Quite the reverse, it was more like a miraculous ice cream cone made up of 80% homemade chocolate-chocolate chip ice cream and only 20% bat guano. Curiously, the guano kind of stands out when you lick it, and that’s what people talk about.
Since TED is all hush-hush, most people get only the snippets the media shares, such as HuffPost’s headline: “Bill Gates’ TED Speech 2010: ‘We Need Energy Miracles’.” Mongabay.com reported:
Gates said the world needs to reduce carbon emissions to zero by 2050 and suggested researchers spent the next 20 years developing new technologies and the follow 20 years implementing them.
But I’ve got the scoop for you — and I’ll post the transcript when I get it.
Yes, Bill Gates keeps diminishing the value of aggressive action now, which is just plain suicidal. We need both massive technology deployment now and much more innovation. But the former is the sine qua non for having any chance to preserve a livable climate. Ironically, the former is also the key to the latter, something Gates himself used to argue.
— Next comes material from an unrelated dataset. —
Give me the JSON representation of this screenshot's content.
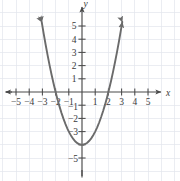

Strangely, Gates strongly praises Gore’s book even though its main thrust is directly at odds with Gates’.
This post will:
- Look at what’s good in the speech.
- Explain why “Energy Miracles” are widely overrated as a strategy for preserving a livable climate.
- Explain why tech deployment is the key to the kind of innovation Gates wishes for.
- Raise the issue some technologists have raised with me: Is Gates is a hypocrite?